The study, “Global, regional, and national burden of motor neuron diseases 1990–2016: a systematic analysis for the Global Burden of Disease Study 2016,” was published Nov. 5 in The Lancet Neurology. The study was funded by the Bill & Melinda Gates Foundation.

ALS belongs to a group of rare and severe neurodegenerative disorders called motor nerve diseases. These also include spinal muscular atrophy, hereditary spastic paraplegia, primary lateral sclerosis, progressive muscular atrophy, and pseudobulbar palsy.

It is estimated that ALS has a worldwide median prevalence (proportion of a population with a disease) of 4.48 per 100,000 — 5.40 in Europe, 3.40 in the United States, and 2.34 in Asia.

While recent studies have provided additional insights into the frequency of motor nerve diseases, particularly ALS, in the U.S. and in Europe, obtaining enough data to generate global burden for all these diseases is challenging because of their rareness and a lack of population-based registries in some parts of the world.

By analyzing all available data between 1990 and 2016 within the Global Burden of Diseases, Injuries, and Risk Factors Study (GBD) 2016, the team provided the first report of the burden of motor nerve diseases for 195 countries and territories.

The GBD collects and analyzes data from more than 350 diseases and injuries in 195 countries, from 1990 to the present, allowing the quantification of disease burden and risk factors.

The team quantified the incidence (rate of new cases of the disease), prevalence, mortality, and disease burden associated with motor nerve diseases between 1990 and 2016 by age, gender, year, and geographical location.

They also analyzed the associations between the burden of these disorders and the countries’ socio-demographic index (SDI), a measure of social development based on education, income, and fertility.

The results showed that in 2016, 330,918 individuals worldwide had a motor nerve disease, with a higher proportion of patients (48.9%) living in countries with higher SDI levels and the lowest proportion (2.6%) in countries with lower SDI levels. The global prevalence was 4.5 per 100,000 people — 10 in Europe, 19.37 in the U.S., and 3.13 in Asia.

From 1990 to 2016, the number of people living with these diseases increased by 4.5%, largely due to an aging population. Also, the prevalence of these diseases over time was found to be consistently higher in men than in women across all ages, with the highest values at ages 85–89 for men and  80–84 for women.

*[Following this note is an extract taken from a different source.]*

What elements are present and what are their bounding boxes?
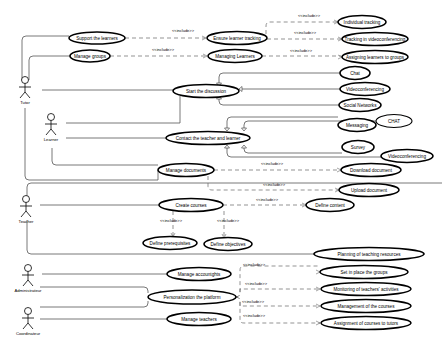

Close to half of all people living with these diseases were related to three high-income regions: North America, western Europe, and Australasia. Accordingly the regions with high SDI levels also showed the highest disease burden.

“This finding is unsurprising because health services [in these countries] are well-developed and provide high standards of clinical care,” Orla Harding, an Irish consultant neurologist, wrote in an accompanying comment in the same journal issue. “With aging of the world population, the burden of motor neuron diseases on health services is likely to increase substantially in coming decades.”

While the results could suggest that the higher prevalence and incidence of these diseases were associated with high SDI levels, the lower incidence (and disease burden) in the high-income Asia Pacific region highlighted that factors other than sociodemographic development are responsible for this geographic variation.

The team also found that the geographic variation could not be explained by any of the 84 risk factors quantified in GBD, suggesting a role of unmeasured risk factors, such as ancestral origin and genetic background.

In agreement, “a 2017 study in which subcontinents were considered as surrogates of ancestries, a higher prevalence of amyotrophic lateral sclerosis was reported in Europe, the USA, and New Zealand than in east Asia,” the researchers said.

However, the team noted that the disease burden may have been underestimated in this study, because its assessment was based only on motor degeneration and did not include the potential burden of cognitive and behavioral deficits, which affect about half of ALS patients.

Also, the results were based on extrapolation for large areas of the globe due to lack of data. Thus, additional studies in these areas, including low- to middle-income and low-income countries — particularly in sub-Saharan Africa, Latin America, the Caribbean, and Asia — are required.

“This report … is an important first step in defining the societal impact of these conditions … and shows the substantial gaps in our knowledge, particularly relating to understudied populations of non-European or mixed ancestry,” Harding said.

“The estimates presented here, as well as future estimates based on data from a greater number of countries, will be important in the planning of services for people with motor neuron diseases worldwide,” the researchers concluded.

The study’s results can also be found in the GBD 2016 online results tool, and explored through the data visualization tool.